Who Won the Presidential Debate: Romney Won, and Will Win the Presidency

Impact

Covering a lot of ground, from Libya and Syria to Iran, Afghanistan, and Iraq, the third presidential debate was alternately frustrating, boring, and repetitive. Mitt Romney grew stronger throughout the debate, while the President grew weaker. Romney's closing statement struck the exact right note of working in a bi-partisan manner to "carry the torch" of freedom back to America in the future.

Romney also did something the President neglected to do: He asked for the job.

The President may have hurt himself with a few snarky comments early in the debate with comments like, "I'm glad you recognize Al Qaeda as a threat," and "You seem to think foreign policy is playing Battleship."

Another way the President hurt himself was his repeated tendency to use his answering time to attack Mitt Romney. Romney himself pointed this out toward the end of the debate, saying, "Attacking me does nothing to answer the question about China."

Mr. Romney maintained a benign expression through most of the debate, while the President looked more aggressive and dismissive while Mr. Romney was speaking. Throughout the past two debates, this aggressive demeanor has proven appealing to the Democrat party base, and less appealing to undecided and independent voters.

The Romney team has said that Mr. Romney selected the approach, tone and demeanor for this debate. He maintained a "happy warrior" demeanor throughout, with only a few disagreements with the President that veered toward the contentiousness of the second debate. 

Based on a strong closing statement that looked and sounded presidential, Romney won the debate. Offering a more clear vision for the future and a positive vision, Romney did the job he needed to do. As to the President, Victor Davis Hanson identified the issue. 

I had a lot of Obamas in class. They sat in the front of the room, posed long eloquent questions, mellifluously interrupted the lectures with clever refinements and qualifications, often self-referenced all that they had read and done — and then pow!: you grade their first test and there is simply nothing there: a D or F. It was quite stunning: how could a student be so confident in his rhetoric and so dismal in his performance?

It's been that way for the past four years. I am certain Mr. Obama believes he "won." He also thought he didn't even need to ask for the job. All he had to do was repeat his assertion that he is "fighting for Americans" and "thinking of them." If there is one thing the past four years has proven, it's that the thought does not count.

For a full recap and analysis of the debate, including real-time play by play, see here.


→ PROBLEM TO WORK ON:
Copy out the lines below that hold the word "label".

Figure content listings
*** Block opens ***
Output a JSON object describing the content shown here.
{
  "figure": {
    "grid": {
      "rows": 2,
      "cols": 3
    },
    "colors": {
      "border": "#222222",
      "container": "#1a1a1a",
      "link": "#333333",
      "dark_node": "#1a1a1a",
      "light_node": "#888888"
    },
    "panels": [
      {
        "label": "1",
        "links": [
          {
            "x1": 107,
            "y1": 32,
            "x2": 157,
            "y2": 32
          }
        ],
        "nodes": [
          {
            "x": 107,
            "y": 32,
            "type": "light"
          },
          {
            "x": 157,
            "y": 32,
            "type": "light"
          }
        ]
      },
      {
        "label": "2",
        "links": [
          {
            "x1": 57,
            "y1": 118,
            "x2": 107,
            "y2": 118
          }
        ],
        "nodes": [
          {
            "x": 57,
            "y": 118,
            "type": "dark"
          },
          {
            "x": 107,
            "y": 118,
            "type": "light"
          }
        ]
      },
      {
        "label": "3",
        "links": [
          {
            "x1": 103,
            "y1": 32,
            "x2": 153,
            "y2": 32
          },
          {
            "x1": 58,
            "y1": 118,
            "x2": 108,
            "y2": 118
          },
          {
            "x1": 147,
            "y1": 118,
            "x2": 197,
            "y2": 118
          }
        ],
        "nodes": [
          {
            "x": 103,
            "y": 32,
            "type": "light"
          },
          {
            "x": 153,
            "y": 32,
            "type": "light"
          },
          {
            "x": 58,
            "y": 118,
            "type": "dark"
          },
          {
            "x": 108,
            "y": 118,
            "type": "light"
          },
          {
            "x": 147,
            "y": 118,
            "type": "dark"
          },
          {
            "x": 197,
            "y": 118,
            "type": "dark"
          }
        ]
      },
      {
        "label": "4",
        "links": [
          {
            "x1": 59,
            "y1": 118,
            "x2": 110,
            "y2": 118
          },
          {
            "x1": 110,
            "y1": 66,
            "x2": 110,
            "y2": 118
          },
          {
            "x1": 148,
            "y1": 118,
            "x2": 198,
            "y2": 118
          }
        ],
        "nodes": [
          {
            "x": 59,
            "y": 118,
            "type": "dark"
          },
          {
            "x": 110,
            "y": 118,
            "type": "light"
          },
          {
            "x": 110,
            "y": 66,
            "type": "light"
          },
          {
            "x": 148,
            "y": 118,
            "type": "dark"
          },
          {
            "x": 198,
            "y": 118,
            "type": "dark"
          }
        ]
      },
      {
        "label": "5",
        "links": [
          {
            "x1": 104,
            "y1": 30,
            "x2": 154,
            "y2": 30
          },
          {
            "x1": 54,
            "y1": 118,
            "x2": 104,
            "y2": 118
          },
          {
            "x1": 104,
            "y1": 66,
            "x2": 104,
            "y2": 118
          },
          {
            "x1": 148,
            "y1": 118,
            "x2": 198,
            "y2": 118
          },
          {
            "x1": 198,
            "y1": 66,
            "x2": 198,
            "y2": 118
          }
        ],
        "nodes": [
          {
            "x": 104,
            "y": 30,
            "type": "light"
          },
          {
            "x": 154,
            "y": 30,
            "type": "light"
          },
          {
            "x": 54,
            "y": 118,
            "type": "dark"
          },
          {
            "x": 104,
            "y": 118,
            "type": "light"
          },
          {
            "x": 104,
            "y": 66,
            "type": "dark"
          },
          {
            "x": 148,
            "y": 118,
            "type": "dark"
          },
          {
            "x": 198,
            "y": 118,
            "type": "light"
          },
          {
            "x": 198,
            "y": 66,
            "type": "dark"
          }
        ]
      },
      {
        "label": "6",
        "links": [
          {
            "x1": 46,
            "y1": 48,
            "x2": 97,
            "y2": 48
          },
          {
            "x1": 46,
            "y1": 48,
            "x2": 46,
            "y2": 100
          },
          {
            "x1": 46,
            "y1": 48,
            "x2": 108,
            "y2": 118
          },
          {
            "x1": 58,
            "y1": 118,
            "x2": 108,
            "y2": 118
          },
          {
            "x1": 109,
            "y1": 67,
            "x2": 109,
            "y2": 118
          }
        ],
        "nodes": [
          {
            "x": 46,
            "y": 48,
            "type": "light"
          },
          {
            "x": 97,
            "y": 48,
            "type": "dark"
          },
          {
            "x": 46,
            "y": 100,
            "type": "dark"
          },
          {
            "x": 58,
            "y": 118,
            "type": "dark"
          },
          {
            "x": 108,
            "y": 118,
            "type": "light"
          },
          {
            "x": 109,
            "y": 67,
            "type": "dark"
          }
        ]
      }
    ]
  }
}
*** Block closes ***
→ WRITTEN SOLUTION:
        "label": "1",
        "label": "2",
        "label": "3",
        "label": "4",
        "label": "5",
        "label": "6",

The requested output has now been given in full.